Abstract: Today's Web-enabled deluge of electronic data calls for automated methods of data analysis. Machine learning provides these, developing methods that can automatically detect patterns in data and then use the uncovered patterns to predict future data. This textbook offers a comprehensive and self-contained introduction to the field of machine learning, based on a unified, probabilistic approach. The coverage combines breadth and depth, offering necessary background material on such topics as probability, optimization, and linear algebra as well as discussion of recent developments in the field, including conditional random fields, L1 regularization, and deep learning. The book is written in an informal, accessible style, complete with pseudo-code for the most important algorithms. All topics are copiously illustrated with color images and worked examples drawn from such application domains as biology, text processing, computer vision, and robotics.
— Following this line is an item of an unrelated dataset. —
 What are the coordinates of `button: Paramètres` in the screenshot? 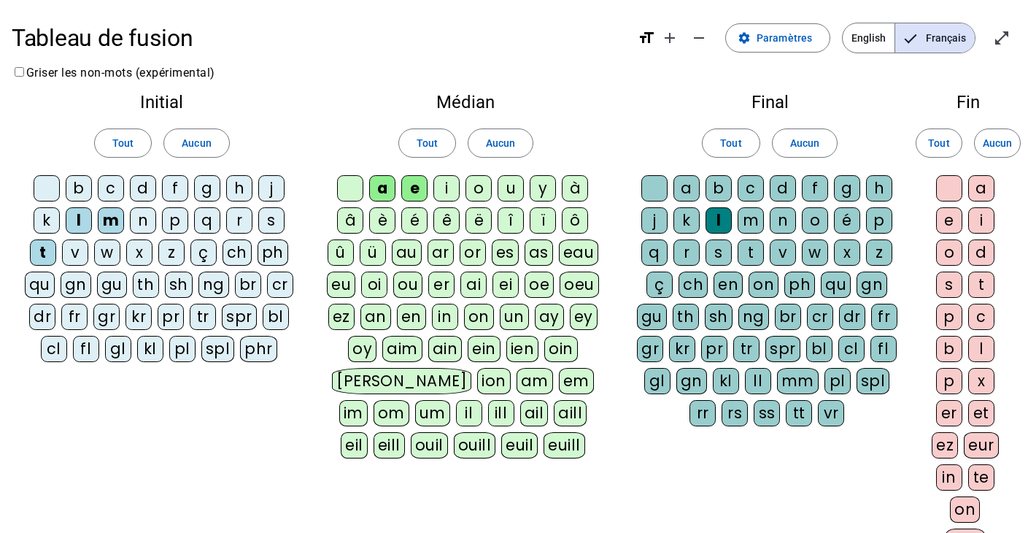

Rather than providing a cookbook of different heuristic methods, the book stresses a principled model-based approach, often using the language of graphical models to specify models in a concise and intuitive way. Almost all the models described have been implemented in a MATLAB software package--PMTK (probabilistic modeling toolkit)--that is freely available online. The book is suitable for upper-level undergraduates with an introductory-level college math background and beginning graduate students.

8,059 citations

Journal ArticleDOI
TL;DR: Central issues of reinforcement learning are discussed, including trading off exploration and exploitation, establishing the foundations of the field via Markov decision theory, learning from delayed reinforcement, constructing empirical models to accelerate learning, making use of generalization and hierarchy, and coping with hidden state.
Abstract: This paper surveys the field of reinforcement learning from a computer-science perspective. It is written to be accessible to researchers familiar with machine learning. Both the historical basis of the field and a broad selection of current work are summarized. Reinforcement learning is the problem faced by an agent that learns behavior through trial-and-error interactions with a dynamic environment. The work described here has a resemblance to work in psychology, but differs considerably in the details and in the use of the word "reinforcement." The paper discusses central issues of reinforcement learning, including trading off exploration and exploitation, establishing the foundations of the field via Markov decision theory, learning from delayed reinforcement, constructing empirical models to accelerate learning, making use of generalization and hierarchy, and coping with hidden state. It concludes with a survey of some implemented systems and an assessment of the practical utility of current methods for reinforcement learning.